In Brussels the blame game has begun
Angus Walker
Former ITV News Correspondent
Theresa May's speech is not going down well in Brussels.
There's a sense that her words on Friday are finger pointing by the UK Government ahead of another lost vote in the Commons on the deal struck by the prime minister.
In her speech she’s expected to say "the decisions that the European Union makes over the next few days will have a big impact on the outcome of the vote".
But in Brussels there's a rejection of any plea for the EU to bend and accommodate the UK’s domestic political needs.

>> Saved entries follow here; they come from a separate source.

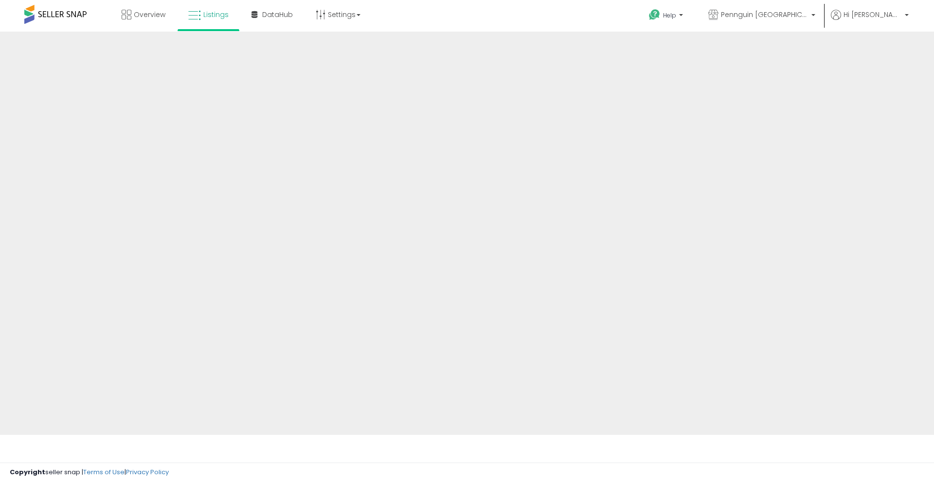  What do you see at coordinates (667, 17) in the screenshot?
I see `a: Help` at bounding box center [667, 17].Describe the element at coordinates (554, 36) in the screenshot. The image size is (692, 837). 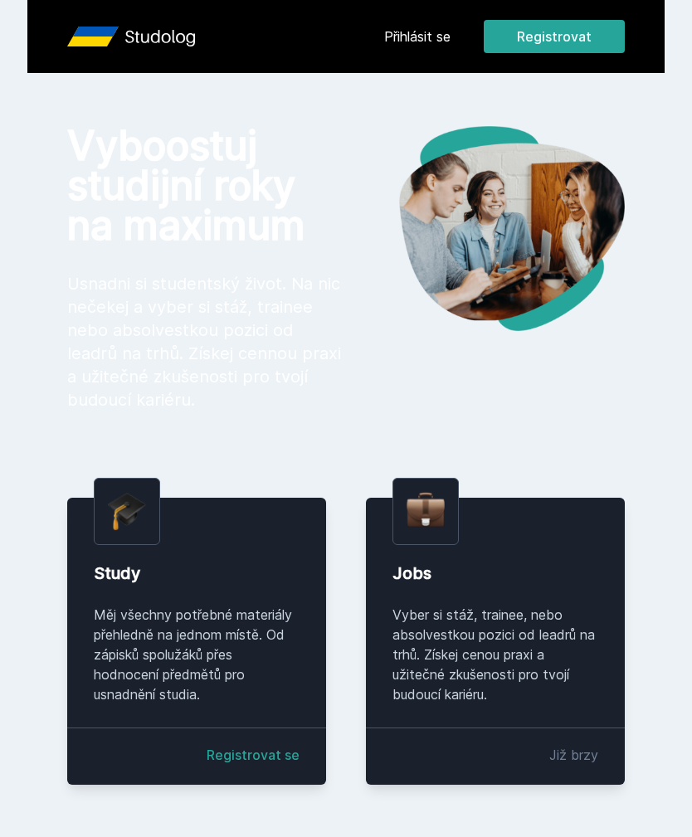
I see `a: Registrovat` at that location.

"We only have one red line, that is we will not undo, for the sake of Brexit, the Union system," Guy Verhofstadt, the European Parliament’s Brexit co-ordinator talks, told MEPs on Thursday evening.

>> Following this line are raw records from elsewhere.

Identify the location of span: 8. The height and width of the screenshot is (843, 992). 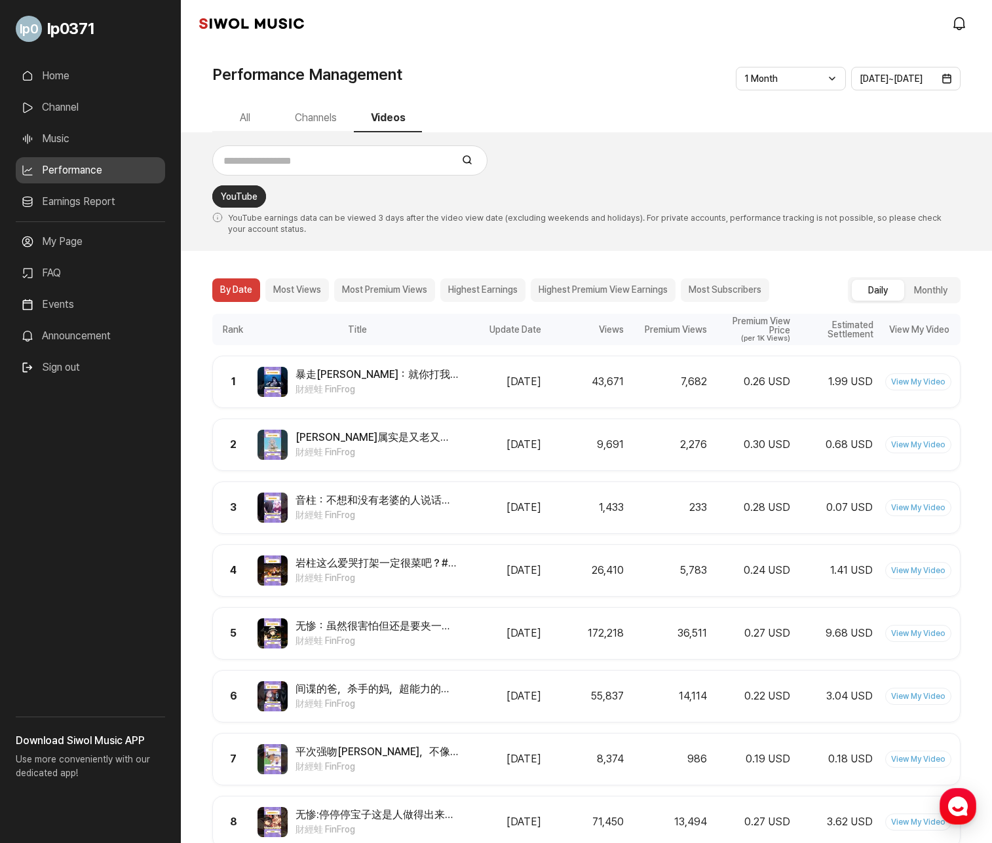
(233, 821).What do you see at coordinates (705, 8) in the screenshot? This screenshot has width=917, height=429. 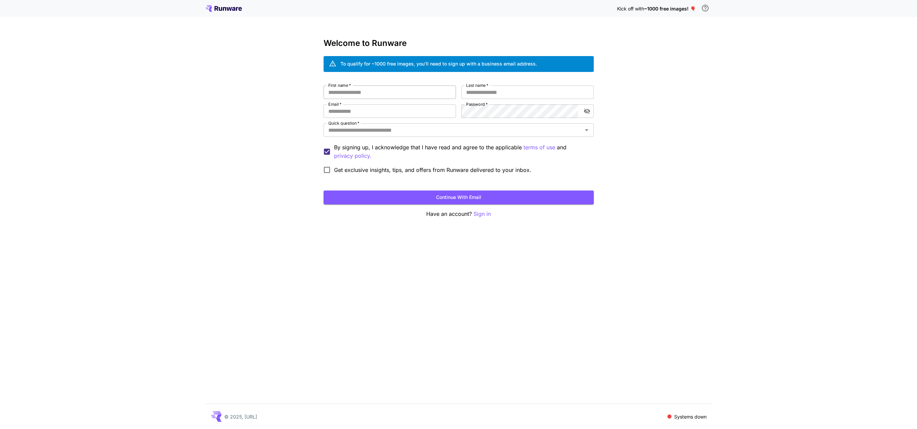 I see `button: In order to qualify for free credit, you need to sign up with a business email address and click ...` at bounding box center [705, 8].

We're "not in the blame game," the EU's chief Brexit negotiator Michel Barnier tells reporters in Brussels
One diplomat told me on Friday that the EU has always negotiated with goodwill and there was no place for blame games.
A senior official suspects this speech will wipe out any remaining sympathy for Theresa May among EU leaders.

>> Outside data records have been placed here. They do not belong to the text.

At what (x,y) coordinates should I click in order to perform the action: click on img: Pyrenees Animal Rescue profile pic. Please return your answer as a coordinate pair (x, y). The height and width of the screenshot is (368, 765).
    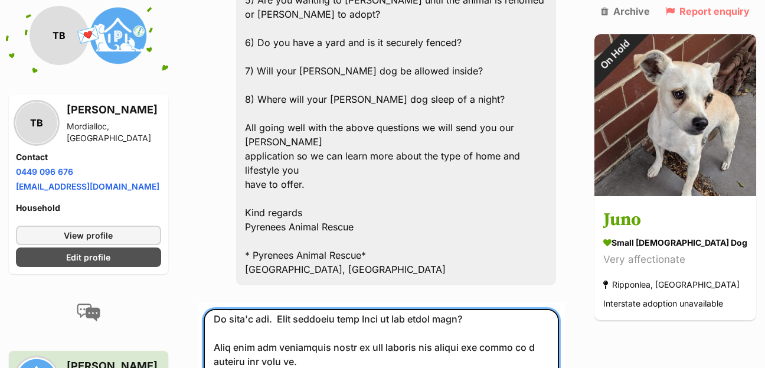
    Looking at the image, I should click on (118, 35).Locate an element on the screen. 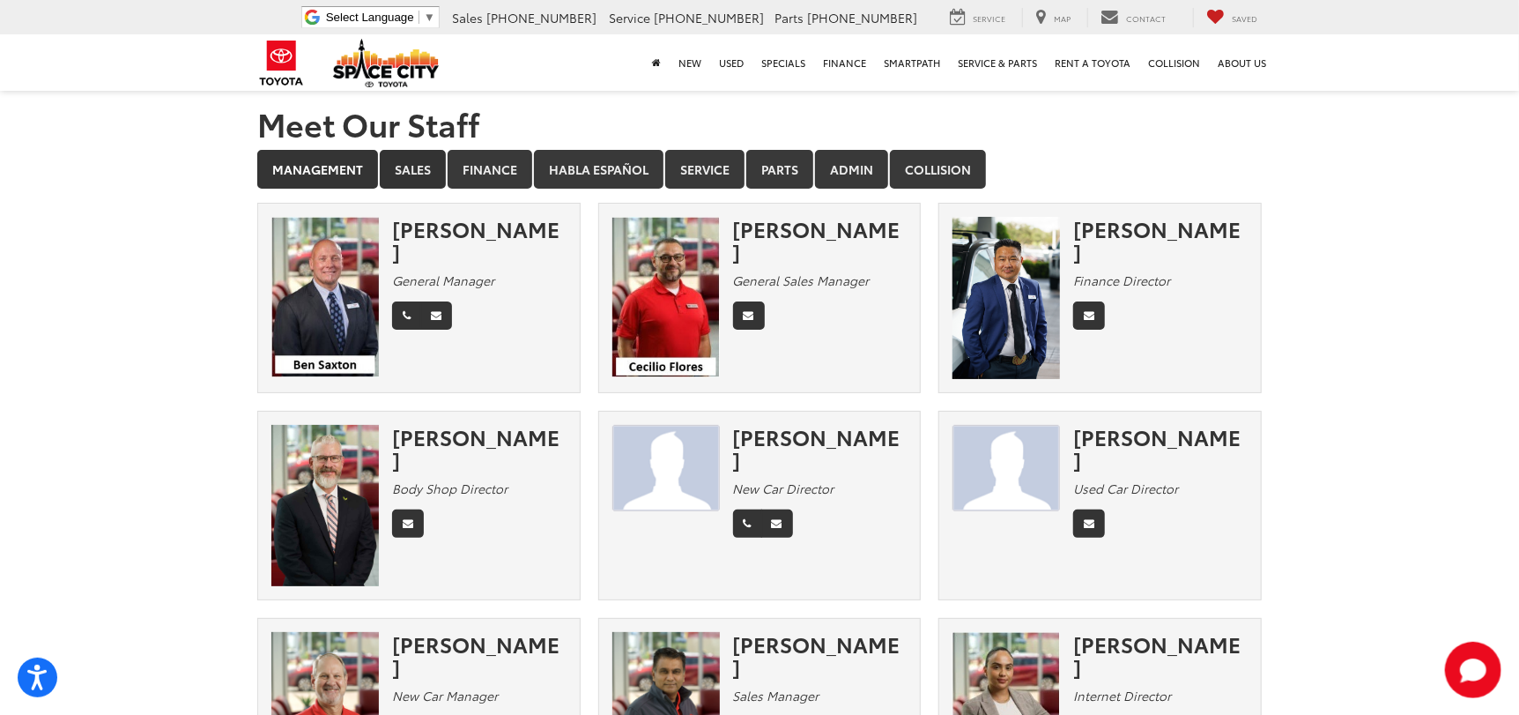  a: Parts is located at coordinates (780, 169).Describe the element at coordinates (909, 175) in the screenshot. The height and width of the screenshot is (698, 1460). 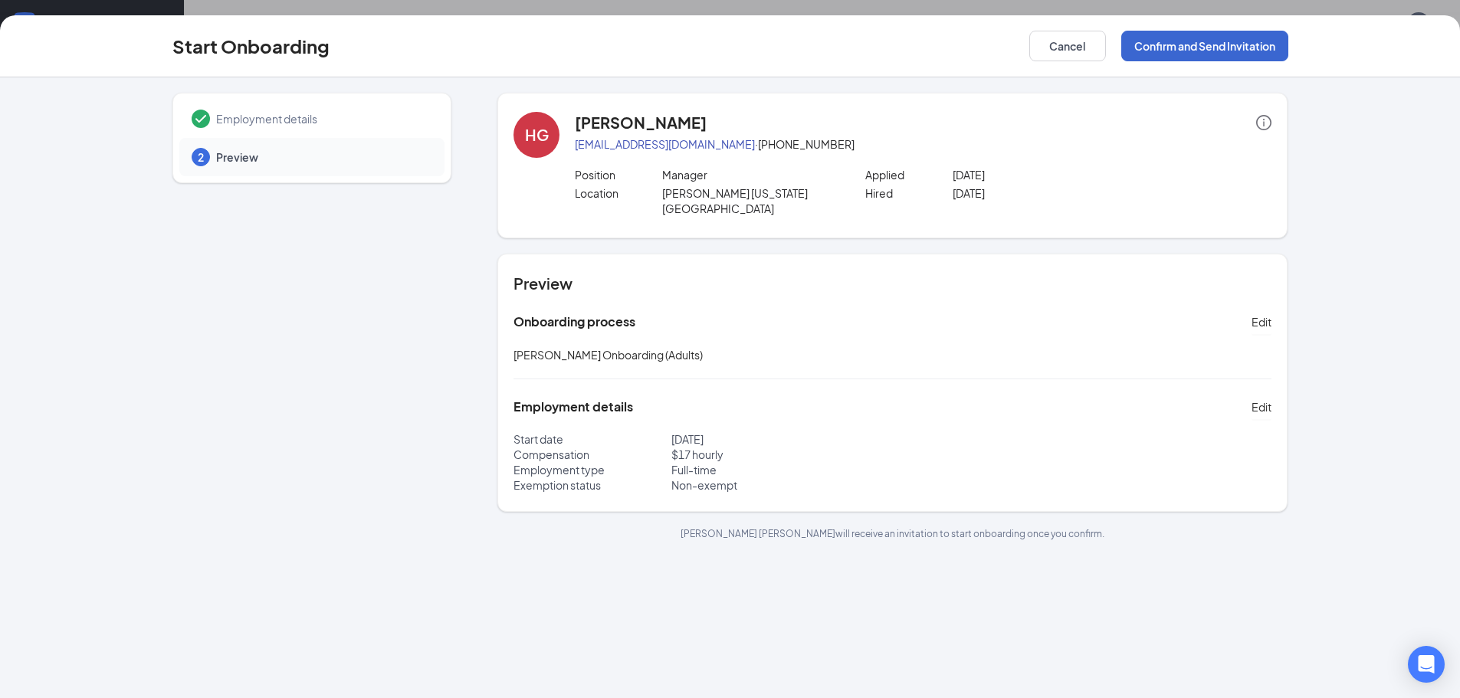
I see `p: Applied` at that location.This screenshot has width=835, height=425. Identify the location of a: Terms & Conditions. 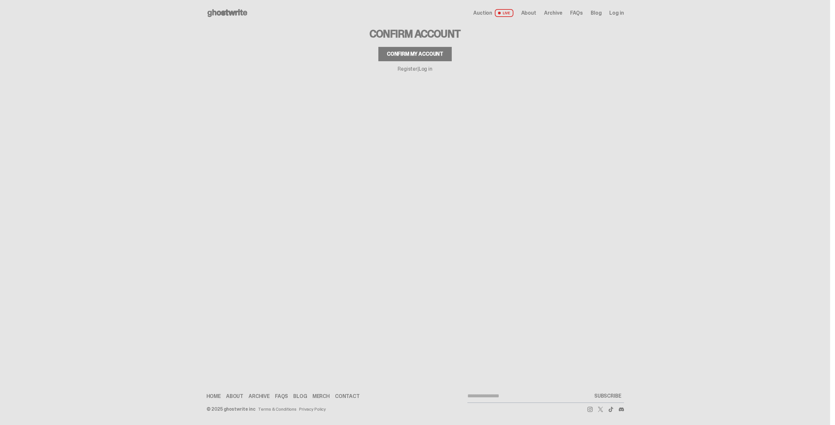
(277, 410). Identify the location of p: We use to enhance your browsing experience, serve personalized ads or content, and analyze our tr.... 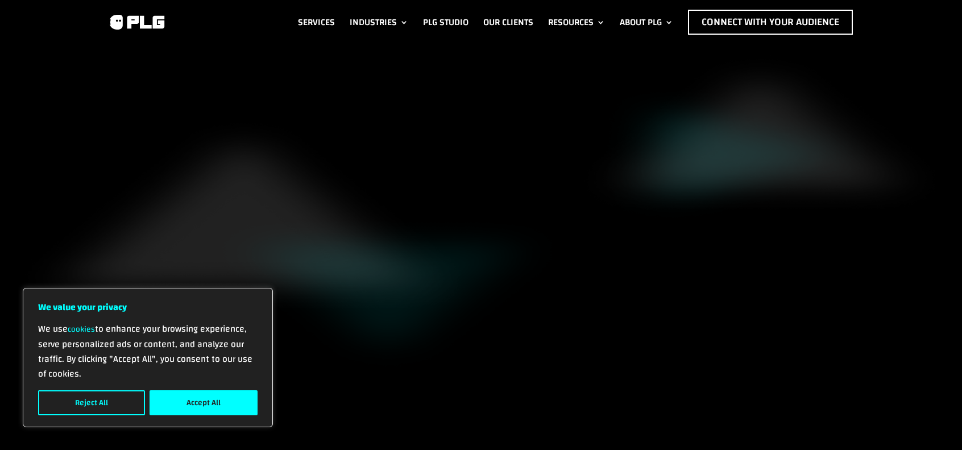
(148, 351). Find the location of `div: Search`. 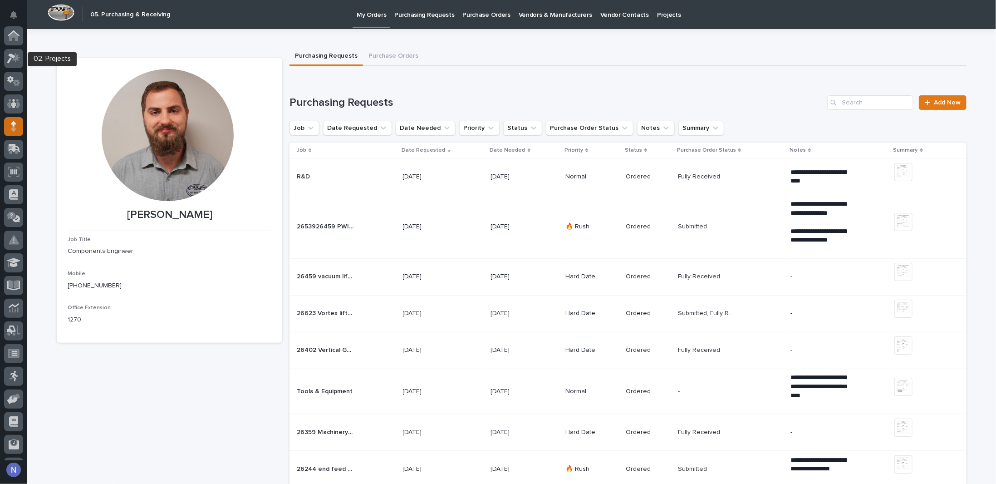

div: Search is located at coordinates (870, 103).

Talks are continuing, but what Brexiter MPs would want to get from the negotiations have been soundly rejected.
Ideas for a time limit or a unilateral exit from the backstop are dead.
Work continues around a beefed-up independent review body which would decide when the UK could exit the backstop.
It's unlikely to be enough to persuade opponents of the PM’s deal that she’s got the "legally binding changes" to the Divorce Deal.
An expected return to Brussels today by the Attorney General Geoffrey Cox and Brexit Secretary Stephen Barclay is now not happening. The clearest sign that there hasn’t been sufficient progress in these last minute talks.
I'm told things are "fluid" but they’re not flowing in the direction the UK wants. Relations between the UK and the EU are, arguably, at their lowest point since negotiations began.